Selectively Contextual Bandits
This work addresses the problem of optimizing user experience in personalization systems for industries by balancing personalization with community benefits, though it is incremental as it builds on existing bandit methods.
The paper tackles the trade-off between personalization and shared experience in contextual bandit systems by proposing a hybrid algorithm that selectively uses contextual information, showing benefits in balancing individualized and shared treatments in evaluations on public datasets.
Contextual bandits are widely used in industrial personalization systems. These online learning frameworks learn a treatment assignment policy in the presence of treatment effects that vary with the observed contextual features of the users. While personalization creates a rich user experience that reflect individual interests, there are benefits of a shared experience across a community that enable participation in the zeitgeist. Such benefits are emergent through network effects and are not captured in regret metrics typically employed in evaluating bandits. To balance these needs, we propose a new online learning algorithm that preserves benefits of personalization while increasing the commonality in treatments across users. Our approach selectively interpolates between a contextual bandit algorithm and a context-free multi-arm bandit and leverages the contextual information for a treatment decision only if it promises significant gains. Apart from helping users of personalization systems balance their experience between the individualized and shared, simplifying the treatment assignment policy by making it selectively reliant on the context can help improve the rate of learning in some cases. We evaluate our approach in a classification setting using public datasets and show the benefits of the hybrid policy.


> Task item
For every line in the entries that contains "bottom", show the whole line.

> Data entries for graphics
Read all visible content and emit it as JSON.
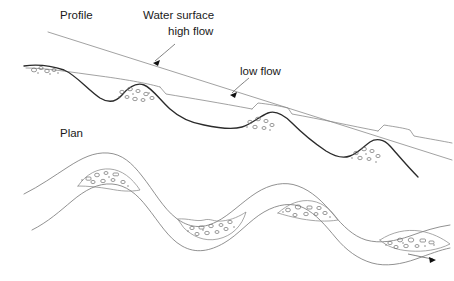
{
  "figure": {
    "background_color": "#ffffff",
    "width": 454,
    "height": 281
  },
  "labels": {
    "profile": "Profile",
    "plan": "Plan",
    "water_surface_line1": "Water surface",
    "water_surface_line2": "high flow",
    "low_flow": "low flow"
  },
  "colors": {
    "bed_line": "#2b2b2b",
    "water_surface_line": "#8a8a8a",
    "bank_line": "#7d7d7d",
    "gravel": "#6e6e6e",
    "text": "#1a1a1a",
    "arrow": "#111111"
  },
  "annotations": [
    {
      "name": "water-surface-high-flow",
      "text_line1": "Water surface",
      "text_line2": "high flow",
      "points_to": "upper sloping water surface line"
    },
    {
      "name": "low-flow",
      "text": "low flow",
      "points_to": "lower stepped water surface line"
    }
  ],
  "profile": {
    "view_label": "Profile",
    "description": "Longitudinal profile of a stream showing riffles and pools with a high flow water surface above a stepped low flow water surface, and a gravel bed.",
    "bed_path": "M 28 70 C 44 68 60 70 72 74 C 84 79 96 92 108 99 C 116 104 122 100 128 93 C 134 86 142 83 150 88 C 158 93 166 104 176 112 C 186 120 196 124 206 126 C 218 129 232 131 244 128 C 254 126 262 118 270 115 C 278 112 286 116 294 124 C 304 134 316 144 328 152 C 336 157 344 160 352 157 C 360 154 366 147 372 143 C 378 139 386 140 392 147 C 400 156 410 168 420 178",
    "high_flow_path": "M 48 32 L 454 160",
    "low_flow_segments": [
      "M 56 70 L 160 88 L 166 94 L 258 110",
      "M 258 110 L 266 104 L 288 108 L 292 113 L 380 131",
      "M 380 131 L 386 126 L 410 130 L 414 135 L 454 143"
    ],
    "riffle_bars": [
      {
        "name": "bar-1",
        "cx": 40,
        "cy": 73,
        "count": 6
      },
      {
        "name": "bar-2",
        "cx": 138,
        "cy": 98,
        "count": 11
      },
      {
        "name": "bar-3",
        "cx": 264,
        "cy": 124,
        "count": 8
      },
      {
        "name": "bar-4",
        "cx": 370,
        "cy": 155,
        "count": 9
      }
    ]
  },
  "plan": {
    "view_label": "Plan",
    "description": "Planform map of a meandering channel with two banks and alternating point bars of gravel on the inside of bends; flow is to the right.",
    "upper_bank_path": "M 28 193 C 42 186 54 178 66 170 C 78 162 90 156 104 156 C 118 156 130 164 140 176 C 152 190 160 206 172 216 C 184 226 198 228 212 222 C 226 216 238 204 252 195 C 266 186 282 182 296 186 C 310 190 322 200 332 212 C 342 224 352 234 364 238 C 378 243 394 241 408 236 C 420 232 432 228 446 226",
    "lower_bank_path": "M 36 228 C 50 220 62 210 74 200 C 86 190 98 182 112 182 C 126 182 138 190 148 202 C 160 216 170 232 184 240 C 198 248 212 246 226 238 C 240 230 252 216 266 208 C 280 200 294 198 306 204 C 318 210 328 222 338 234 C 348 246 360 256 374 260 C 388 264 404 262 418 258 C 430 254 440 250 450 248",
    "point_bars": [
      {
        "name": "point-bar-1",
        "cx": 106,
        "cy": 179,
        "count": 11
      },
      {
        "name": "point-bar-2",
        "cx": 212,
        "cy": 228,
        "count": 12
      },
      {
        "name": "point-bar-3",
        "cx": 310,
        "cy": 212,
        "count": 10
      },
      {
        "name": "point-bar-4",
        "cx": 412,
        "cy": 245,
        "count": 12
      }
    ],
    "flow_arrow": {
      "name": "flow-direction-arrow",
      "path": "M 410 252 L 436 258",
      "direction": "right"
    }
  }
}
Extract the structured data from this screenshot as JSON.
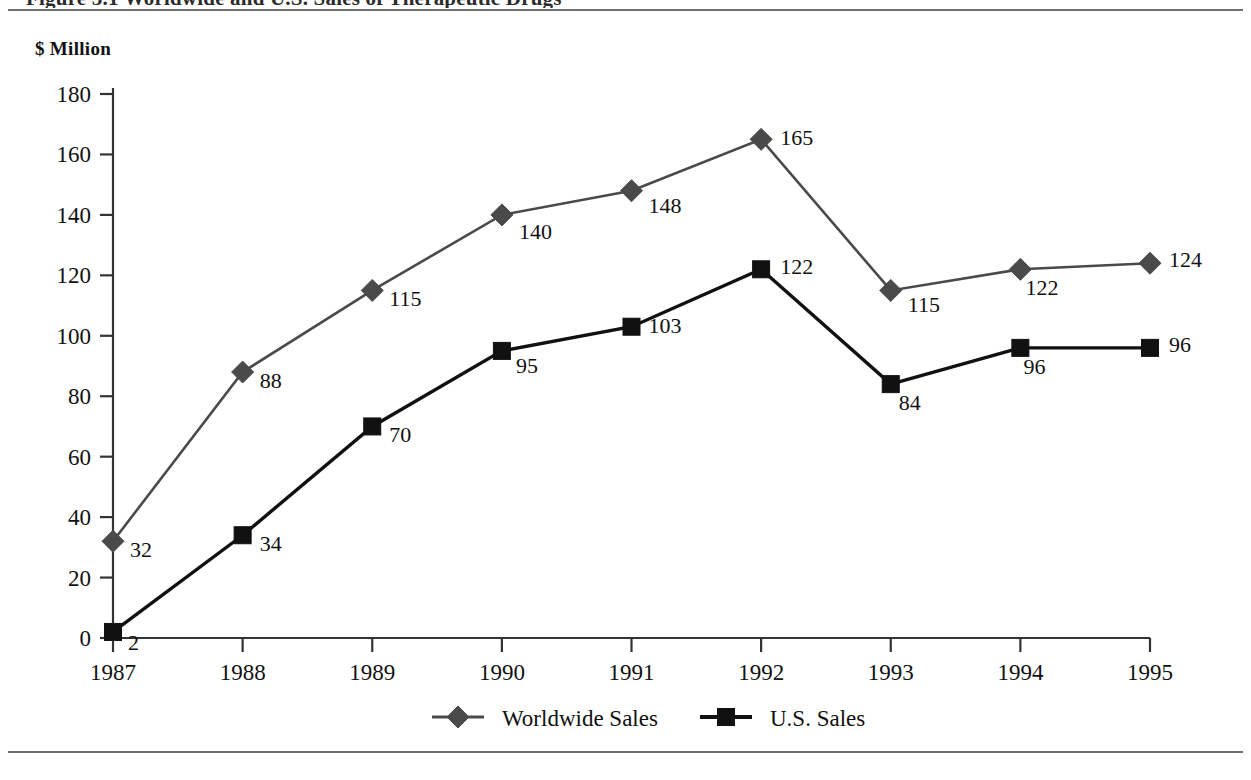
{
  "document": {
    "title_fragment": "Figure 3.1  Worldwide and U.S. Sales of Therapeutic Drugs",
    "unit_label": "$ Million"
  },
  "chart_data": {
    "type": "line",
    "title": "",
    "xlabel": "",
    "ylabel": "$ Million",
    "ylim": [
      0,
      180
    ],
    "ytick_step": 20,
    "grid": false,
    "legend_position": "bottom-center",
    "categories": [
      "1987",
      "1988",
      "1989",
      "1990",
      "1991",
      "1992",
      "1993",
      "1994",
      "1995"
    ],
    "yticks": [
      "0",
      "20",
      "40",
      "60",
      "80",
      "100",
      "120",
      "140",
      "160",
      "180"
    ],
    "series": [
      {
        "name": "Worldwide Sales",
        "marker": "diamond",
        "color": "#4a4a4a",
        "values": [
          32,
          88,
          115,
          140,
          148,
          165,
          115,
          122,
          124
        ],
        "labels": [
          "32",
          "88",
          "115",
          "140",
          "148",
          "165",
          "115",
          "122",
          "124"
        ]
      },
      {
        "name": "U.S. Sales",
        "marker": "square",
        "color": "#111111",
        "values": [
          2,
          34,
          70,
          95,
          103,
          122,
          84,
          96,
          96
        ],
        "labels": [
          "2",
          "34",
          "70",
          "95",
          "103",
          "122",
          "84",
          "96",
          "96"
        ]
      }
    ]
  },
  "legend": {
    "items": [
      {
        "label": "Worldwide Sales",
        "marker": "diamond",
        "color": "#4a4a4a"
      },
      {
        "label": "U.S. Sales",
        "marker": "square",
        "color": "#111111"
      }
    ]
  }
}
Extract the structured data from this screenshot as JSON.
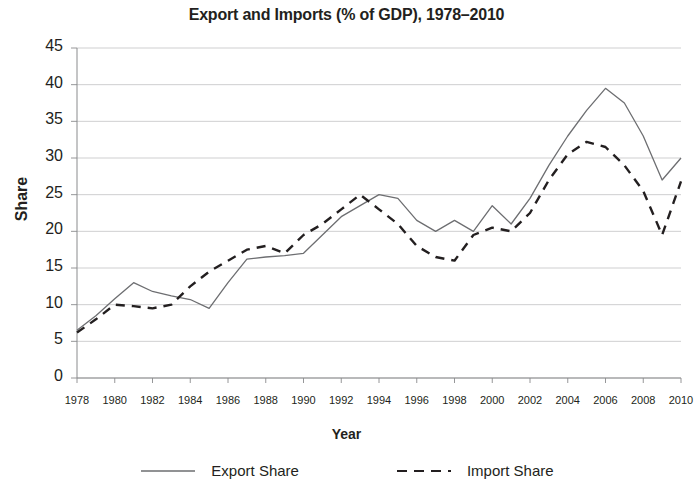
{
  "chart_data": {
    "type": "line",
    "title": "Export and Imports (% of GDP), 1978–2010",
    "xlabel": "Year",
    "ylabel": "Share",
    "xlim": [
      1978,
      2010
    ],
    "ylim": [
      0,
      45
    ],
    "ytick_step": 5,
    "grid": true,
    "legend_position": "bottom",
    "xtick_labels": [
      "1978",
      "1980",
      "1982",
      "1984",
      "1986",
      "1988",
      "1990",
      "1992",
      "1994",
      "1996",
      "1998",
      "2000",
      "2002",
      "2004",
      "2006",
      "2008",
      "2010"
    ],
    "ytick_labels": [
      "0",
      "5",
      "10",
      "15",
      "20",
      "25",
      "30",
      "35",
      "40",
      "45"
    ],
    "x": [
      1978,
      1979,
      1980,
      1981,
      1982,
      1983,
      1984,
      1985,
      1986,
      1987,
      1988,
      1989,
      1990,
      1991,
      1992,
      1993,
      1994,
      1995,
      1996,
      1997,
      1998,
      1999,
      2000,
      2001,
      2002,
      2003,
      2004,
      2005,
      2006,
      2007,
      2008,
      2009,
      2010
    ],
    "series": [
      {
        "name": "Export Share",
        "style": "solid",
        "color": "#6d6e71",
        "values": [
          6.5,
          8.5,
          10.8,
          13.0,
          11.8,
          11.2,
          10.7,
          9.5,
          13.0,
          16.2,
          16.5,
          16.7,
          17.0,
          19.5,
          22.0,
          23.5,
          25.0,
          24.5,
          21.5,
          20.0,
          21.5,
          20.0,
          23.5,
          21.0,
          24.5,
          29.0,
          33.0,
          36.5,
          39.5,
          37.5,
          33.0,
          27.0,
          30.0
        ]
      },
      {
        "name": "Import Share",
        "style": "dashed",
        "color": "#231f20",
        "values": [
          6.2,
          8.0,
          10.0,
          9.8,
          9.5,
          10.0,
          12.5,
          14.5,
          16.0,
          17.5,
          18.0,
          17.0,
          19.5,
          21.0,
          23.0,
          25.0,
          23.0,
          21.0,
          18.0,
          16.5,
          16.0,
          19.5,
          20.5,
          20.0,
          22.5,
          27.0,
          30.5,
          32.2,
          31.5,
          29.0,
          25.5,
          19.5,
          26.8
        ]
      }
    ]
  },
  "legend": {
    "entries": [
      {
        "label": "Export Share",
        "swatch": "solid-line-swatch"
      },
      {
        "label": "Import Share",
        "swatch": "dashed-line-swatch"
      }
    ]
  },
  "colors": {
    "export_line": "#6d6e71",
    "import_line": "#231f20",
    "grid": "#c9cacb",
    "axis": "#8a8b8d",
    "text": "#231f20",
    "background": "#ffffff"
  }
}
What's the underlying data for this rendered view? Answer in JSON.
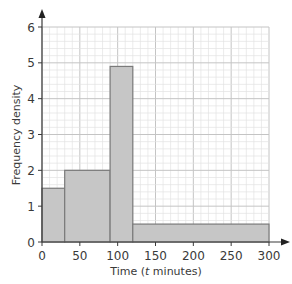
{
  "chart_data": {
    "type": "bar",
    "subtype": "histogram",
    "title": "",
    "xlabel": "Time (t minutes)",
    "xlabel_parts": {
      "pre": "Time (",
      "italic": "t",
      "post": " minutes)"
    },
    "ylabel": "Frequency density",
    "xlim": [
      0,
      300
    ],
    "ylim": [
      0,
      6
    ],
    "x_ticks": [
      0,
      50,
      100,
      150,
      200,
      250,
      300
    ],
    "y_ticks": [
      0,
      1,
      2,
      3,
      4,
      5,
      6
    ],
    "grid": {
      "on": true,
      "minor_x_step": 10,
      "minor_y_step": 0.2,
      "major_x_step": 50,
      "major_y_step": 1
    },
    "bins": [
      {
        "from": 0,
        "to": 30,
        "density": 1.5
      },
      {
        "from": 30,
        "to": 90,
        "density": 2.0
      },
      {
        "from": 90,
        "to": 120,
        "density": 4.9
      },
      {
        "from": 120,
        "to": 300,
        "density": 0.5
      }
    ],
    "colors": {
      "bar_fill": "#c6c6c6",
      "bar_stroke": "#7a7a7a",
      "axis": "#3a3a3a",
      "grid_minor": "#e2e2e2",
      "grid_major": "#c4c4c4"
    }
  }
}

> Output below
    "legend_position": "bottom-center",
    "legend_position": "bottom",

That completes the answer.